The college’s faculty has certainly grown over the years.
In 1854, on opening day, only 3 professors were on campus. The next year, that number grew to 5. Even as late as the 1890s, that number was about 8 or 9, and they were teaching about 150 students in most years.
But by 1912, that number had grown to 13. Together, they taught about 308 students.

That’s President Snyder in the middle, and he’s flanked by 4 senior professors. I’ve written about some of them. Those four, Rembert, Gamewell, Daniel DuPre, and Clinkscales, would continue through the 1920s, and some well into the 1930s. Gamewell was in his late 80s when he finally relinquished his Latin duties in the late 1930s.
Some of the others, Wallace, Mason DuPre, Shuler, Waller, and Pugh, would still be teaching in the late 1940s. Professor Shuler lived on into the early 1980s. Some of the others weren’t around for quite as long. Colwell taught German and French from 1908-14. His replacement would have been James A. Chiles. Edwards taught chemistry and physics from 1909-1917. And Keaton taught gym from 1910-14.
Many of these professors worked together for twenty or thirty years, and most of them lived in campus homes or close by. Some had students living with them as well, and they formed quite the tight-knit community.

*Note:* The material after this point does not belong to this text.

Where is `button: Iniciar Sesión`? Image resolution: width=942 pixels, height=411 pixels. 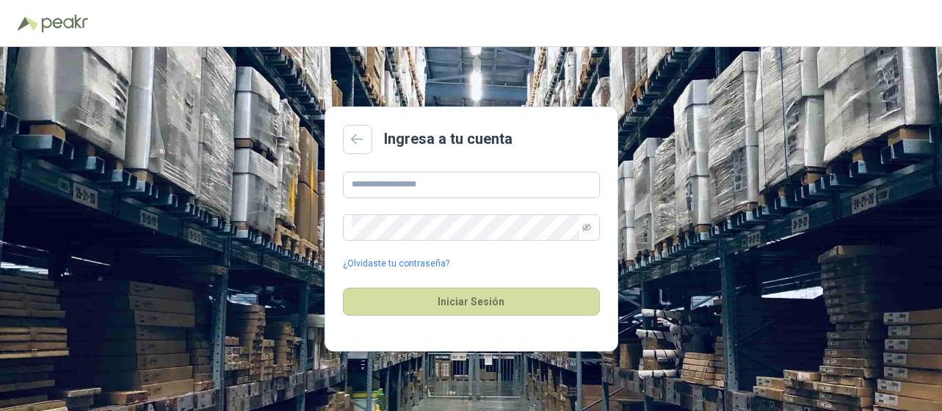
button: Iniciar Sesión is located at coordinates (471, 302).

A hundred years have seen a lot of changes around campus. The faculty is larger and certainly more diverse. The professors no longer live on campus, but they still develop strong working relationships with each other and with their students – even if they no longer have student boarders living in their houses. It’s a great testament to the strength of the faculty that students want to develop and maintain those ties to the ones that taught them here.